Nicoll v. Fash

By the Court, Cardozo, J.

It was not disputed on the argument, and cannot be, but that the answer does not aver several matters which it will be necessary for the defendant to prove, to establish the validity of the lease. If the truth of the plea, therefore, were conceded, the defendant would not be entitled to judgment, because other facts must be proven, to establish her case; and not having pleaded those facts, she cannot claim to give evidence to support them. It is plain, from this statement, that that part of the answer demurred to is bad.

The defendant’s counsel now insists that that part of *289the answer is irrelevant, or rather that it is introductory to the sixteenth clause, and that a demurrer will not lie to a part of a defense. But the difficulty is that it is not pleaded as part of one defense. The defendant has stated them separately and numbered them, thus clearly showing, by his compliance with the 25th rule of the court, that he meant to plead them as separate and distinct defenses. He cannot now be heard to assert that they are not so.

[First Department, General Term, at New York, April 4, 1871.

The statute of 1855, (Laws of 1855, ch. 427,) does not aid the defendant. It relates only to conveyances made by the comptroller of the State.

The judgment below should be reversed, and judgment rendered for the plaintiff on the demurrer, with leave to the defendant to amend her answer.

Judgment reversed.

Ingraham, P. J. and Cardozo and Geo. G. Barnard Justices.]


[WHAT YOU HAVE TO DO] With the images removed, transcribe the listing that follows exactly.

DATA Start Marker

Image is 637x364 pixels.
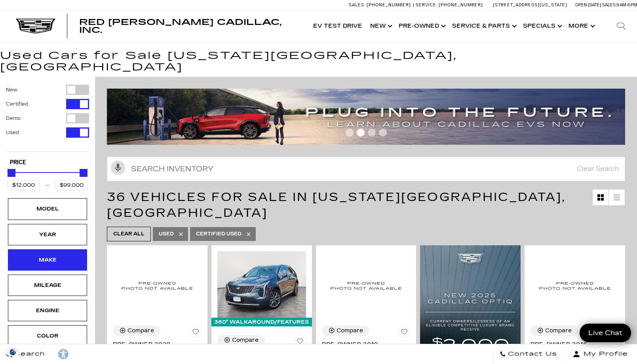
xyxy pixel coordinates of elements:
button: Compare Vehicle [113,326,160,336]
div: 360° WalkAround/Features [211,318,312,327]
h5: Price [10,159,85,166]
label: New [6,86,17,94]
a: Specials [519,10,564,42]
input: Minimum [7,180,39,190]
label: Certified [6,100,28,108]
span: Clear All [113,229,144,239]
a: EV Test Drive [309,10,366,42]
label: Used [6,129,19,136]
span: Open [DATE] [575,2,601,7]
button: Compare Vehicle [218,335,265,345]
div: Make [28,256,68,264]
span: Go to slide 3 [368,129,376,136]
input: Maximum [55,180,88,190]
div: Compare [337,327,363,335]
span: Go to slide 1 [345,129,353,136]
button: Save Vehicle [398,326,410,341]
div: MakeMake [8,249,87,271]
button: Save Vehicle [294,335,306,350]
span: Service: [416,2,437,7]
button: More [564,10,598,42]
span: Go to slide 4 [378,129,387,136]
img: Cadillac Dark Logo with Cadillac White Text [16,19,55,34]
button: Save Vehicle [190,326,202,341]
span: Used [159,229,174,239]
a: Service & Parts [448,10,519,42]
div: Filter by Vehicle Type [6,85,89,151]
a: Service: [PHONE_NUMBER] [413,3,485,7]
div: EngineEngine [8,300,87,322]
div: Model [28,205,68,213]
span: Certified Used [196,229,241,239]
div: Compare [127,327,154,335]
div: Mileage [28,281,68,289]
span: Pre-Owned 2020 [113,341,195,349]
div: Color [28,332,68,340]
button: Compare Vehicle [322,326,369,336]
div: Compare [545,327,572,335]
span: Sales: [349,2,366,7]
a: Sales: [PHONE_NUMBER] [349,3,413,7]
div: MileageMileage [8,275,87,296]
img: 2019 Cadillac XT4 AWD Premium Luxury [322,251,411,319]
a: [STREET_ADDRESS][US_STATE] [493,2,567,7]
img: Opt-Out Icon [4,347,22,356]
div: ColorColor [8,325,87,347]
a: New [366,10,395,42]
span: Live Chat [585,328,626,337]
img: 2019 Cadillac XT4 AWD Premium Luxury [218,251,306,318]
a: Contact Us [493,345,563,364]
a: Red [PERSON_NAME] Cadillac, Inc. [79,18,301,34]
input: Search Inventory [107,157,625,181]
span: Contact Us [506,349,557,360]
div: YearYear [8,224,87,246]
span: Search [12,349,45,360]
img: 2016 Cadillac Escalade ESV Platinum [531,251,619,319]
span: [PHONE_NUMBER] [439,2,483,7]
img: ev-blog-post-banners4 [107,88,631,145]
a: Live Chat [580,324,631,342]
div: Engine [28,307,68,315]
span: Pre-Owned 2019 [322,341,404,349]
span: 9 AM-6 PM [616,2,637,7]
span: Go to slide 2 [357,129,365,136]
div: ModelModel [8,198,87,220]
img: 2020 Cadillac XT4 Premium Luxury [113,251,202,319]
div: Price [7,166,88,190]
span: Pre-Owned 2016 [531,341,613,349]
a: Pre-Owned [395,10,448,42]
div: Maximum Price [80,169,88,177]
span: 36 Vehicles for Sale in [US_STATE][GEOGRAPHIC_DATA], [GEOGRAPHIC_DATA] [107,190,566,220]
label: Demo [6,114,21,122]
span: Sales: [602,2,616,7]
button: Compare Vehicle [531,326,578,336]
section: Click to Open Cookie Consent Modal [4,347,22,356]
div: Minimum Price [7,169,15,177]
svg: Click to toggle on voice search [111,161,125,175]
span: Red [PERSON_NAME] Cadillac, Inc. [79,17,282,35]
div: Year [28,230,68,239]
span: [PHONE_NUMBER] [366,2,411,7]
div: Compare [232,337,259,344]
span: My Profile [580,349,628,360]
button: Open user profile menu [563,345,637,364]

DATA End Marker

[PROBLEM SOLUTION]
Image is 637x364 pixels.
xyxy pixel coordinates of elements:
button: Compare Vehicle [113,326,160,336]
div: 360° WalkAround/Features [211,318,312,327]
h5: Price [10,159,85,166]
label: New [6,86,17,94]
a: Specials [519,10,564,42]
input: Minimum [7,180,39,190]
label: Certified [6,100,28,108]
span: Clear All [113,229,144,239]
a: EV Test Drive [309,10,366,42]
label: Used [6,129,19,136]
span: Open [DATE] [575,2,601,7]
button: Compare Vehicle [218,335,265,345]
div: Make [28,256,68,264]
span: Go to slide 3 [368,129,376,136]
input: Maximum [55,180,88,190]
div: Compare [337,327,363,335]
span: Go to slide 1 [345,129,353,136]
button: Save Vehicle [398,326,410,341]
div: MakeMake [8,249,87,271]
button: Save Vehicle [294,335,306,350]
span: Service: [416,2,437,7]
button: More [564,10,598,42]
span: Go to slide 4 [378,129,387,136]
img: Cadillac Dark Logo with Cadillac White Text [16,19,55,34]
button: Save Vehicle [190,326,202,341]
span: Used [159,229,174,239]
a: Service & Parts [448,10,519,42]
div: Filter by Vehicle Type [6,85,89,151]
a: Service: [PHONE_NUMBER] [413,3,485,7]
div: EngineEngine [8,300,87,322]
div: Model [28,205,68,213]
span: Certified Used [196,229,241,239]
div: Compare [127,327,154,335]
div: Mileage [28,281,68,289]
span: Pre-Owned 2020 [113,341,195,349]
div: Color [28,332,68,340]
button: Compare Vehicle [322,326,369,336]
div: Compare [545,327,572,335]
span: Sales: [349,2,366,7]
a: Sales: [PHONE_NUMBER] [349,3,413,7]
div: MileageMileage [8,275,87,296]
img: 2019 Cadillac XT4 AWD Premium Luxury [322,251,411,319]
a: [STREET_ADDRESS][US_STATE] [493,2,567,7]
img: Opt-Out Icon [4,347,22,356]
div: ColorColor [8,325,87,347]
a: New [366,10,395,42]
span: Live Chat [585,328,626,337]
img: 2019 Cadillac XT4 AWD Premium Luxury [218,251,306,318]
a: Contact Us [493,345,563,364]
a: Red [PERSON_NAME] Cadillac, Inc. [79,18,301,34]
input: Search Inventory [107,157,625,181]
span: Contact Us [506,349,557,360]
div: YearYear [8,224,87,246]
span: Search [12,349,45,360]
img: 2016 Cadillac Escalade ESV Platinum [531,251,619,319]
span: [PHONE_NUMBER] [439,2,483,7]
img: ev-blog-post-banners4 [107,88,631,145]
a: Live Chat [580,324,631,342]
div: Engine [28,307,68,315]
span: Pre-Owned 2019 [322,341,404,349]
span: 9 AM-6 PM [616,2,637,7]
span: Go to slide 2 [357,129,365,136]
div: ModelModel [8,198,87,220]
img: 2020 Cadillac XT4 Premium Luxury [113,251,202,319]
div: Price [7,166,88,190]
span: Pre-Owned 2016 [531,341,613,349]
a: Pre-Owned [395,10,448,42]
div: Maximum Price [80,169,88,177]
span: 36 Vehicles for Sale in [US_STATE][GEOGRAPHIC_DATA], [GEOGRAPHIC_DATA] [107,190,566,220]
label: Demo [6,114,21,122]
span: Sales: [602,2,616,7]
button: Compare Vehicle [531,326,578,336]
section: Click to Open Cookie Consent Modal [4,347,22,356]
div: Minimum Price [7,169,15,177]
svg: Click to toggle on voice search [111,161,125,175]
span: Red [PERSON_NAME] Cadillac, Inc. [79,17,282,35]
div: Year [28,230,68,239]
span: [PHONE_NUMBER] [366,2,411,7]
div: Compare [232,337,259,344]
span: My Profile [580,349,628,360]
button: Open user profile menu [563,345,637,364]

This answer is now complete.